Joss sat heavily. The Snake coughed like a man trying not to vomit. Others whispered, scratched their heads, shuffled their feet on stone; someone was crying softly. The river rushed on. The late-afternoon sun dragged shadows across them, a mercy in this heat.

"But." The commander's voice cut through their restlessness, their uncertainty. "The siege of High Haldia has changed all this. All my accounting must alter. If High Haldia falls, and in the face of such numbers I cannot imagine it will survive for long, then everything changes. The nature of what we are up against changes. The power that works against us has chosen to move out into the open. We are helpless to act as we have done. We reeves must find another way, or we will be destroyed, for that is surely their plan. The Guardians are dead. And the reeve halls, indeed the very sanctity of the laws and the Hundred, are under attack."

Such a beautiful, hot, clear day, to hear such bitter words.

"I've selected three reeves to fly south, to investigate the situation at Horn Hall and at Argent Hall. Joss."

"Of course," muttered some wit in the audience. "They always choose him."

"Peddo. And Volias."

"The hells!" cried the Snake.

Peddo scratched his chin thoughtfully, then patted Joss's knee in a brotherly fashion. "This doesn't sound good," he said in a low voice.

But Joss smiled. His headache had vanished, and for the first time in years, he felt an upsurge of recklessness overwhelm the long slide of despair. Exhilaration tugged at his heart as it had not done since the old days.

"I'm ready to go," he said.

The commander nodded. She'd known that was what he would say.

20

They took flight at dawn from the prow of Toskala. Folk were already at work along the outer wall and earthworks, strengthening the defenses. There were reeves on patrol out in the countryside where villages and estates lay vulnerable to attack. For a person with keen eyesight, they appeared as specks circling in the sky.

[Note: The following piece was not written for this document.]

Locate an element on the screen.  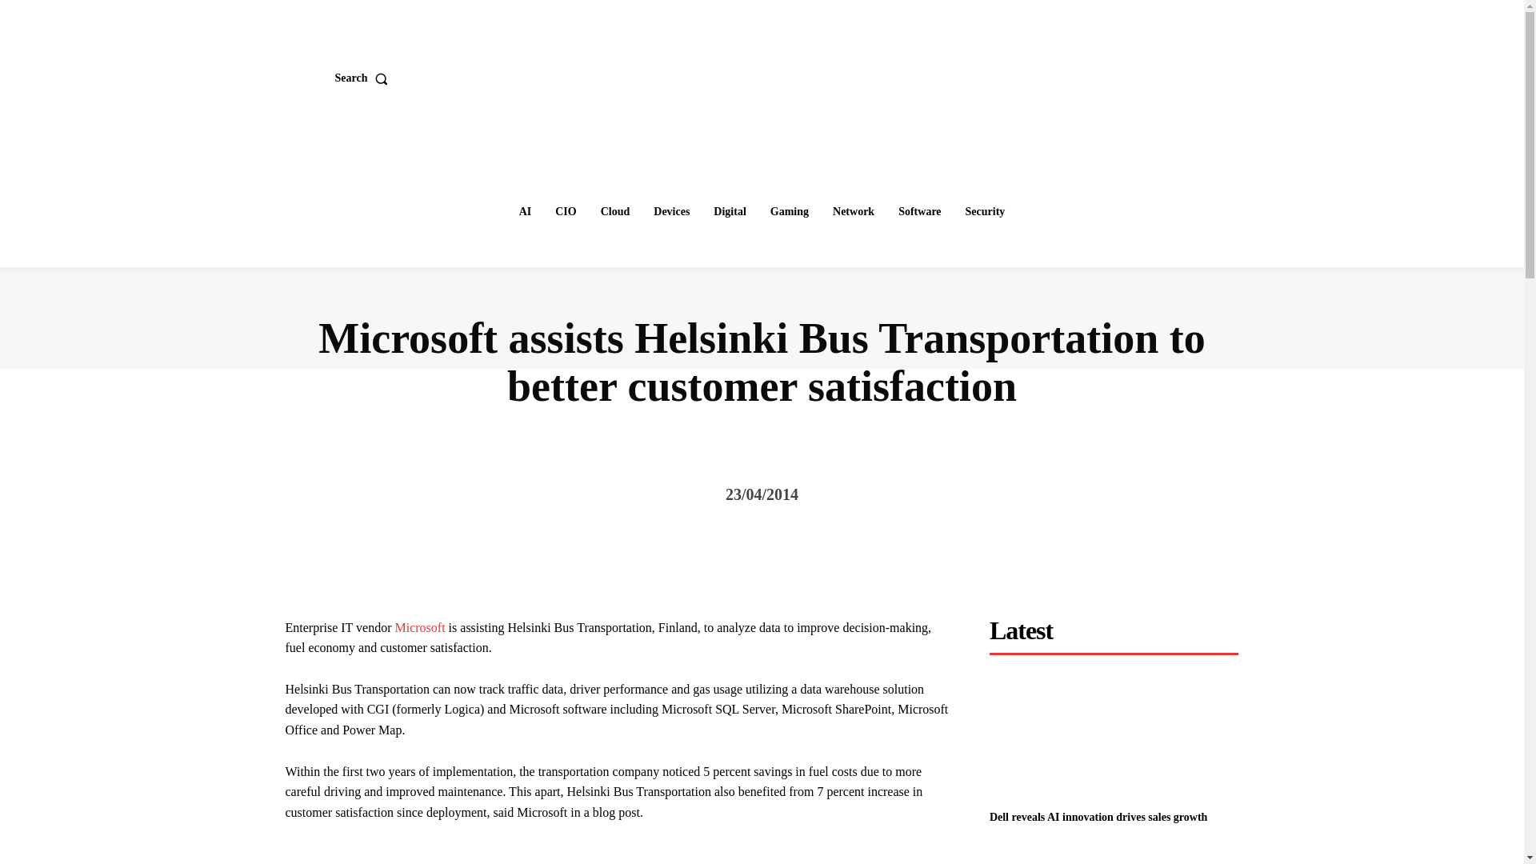
CIO is located at coordinates (565, 212).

People were moving on the roads and paths, headed out to their fields or pulling out carts laden with night soil. The road commonly called the Flats, which struck south into the lush farmlands of the Istrian Plain, was crowded. But traffic thinned out where the wide road known as the ridgeward Istri Walk pushed into the north alongside the great river. When the three reeves banked to head downstream along the great river for the first part of the journey, Joss noted how quickly traffic turned sparse on the seaward Istri Walk as well.

No one wanted to be far from the safety of the walls.

At length they gained enough height that they were ready to turn more or less due south onto the plain, the eagles gliding and losing altitude until they found another thermal radiating up from the ground as the earth warmed under the morning sun. Fields, hamlets, and villages dotted the plain. This time of year, stubble dried to yellow on harvested fields, in places already mulched and turned into the earth. Here and there dense white smoke rose up from fields being burned clean in preparation for the coming new year's rains. Farmers repaired irrigation ditches, mended fences, and restored the embankments that protected against flooding. Artisans gathered around smoking kilns or arranged bricks in ranks to dry in the sun. Everywhere folk worked on fortifications, digging out and raising earthworks or fragile brick walls around the ten and thousand villages of Istria that had for as long as anyone remembered lived in relative peace.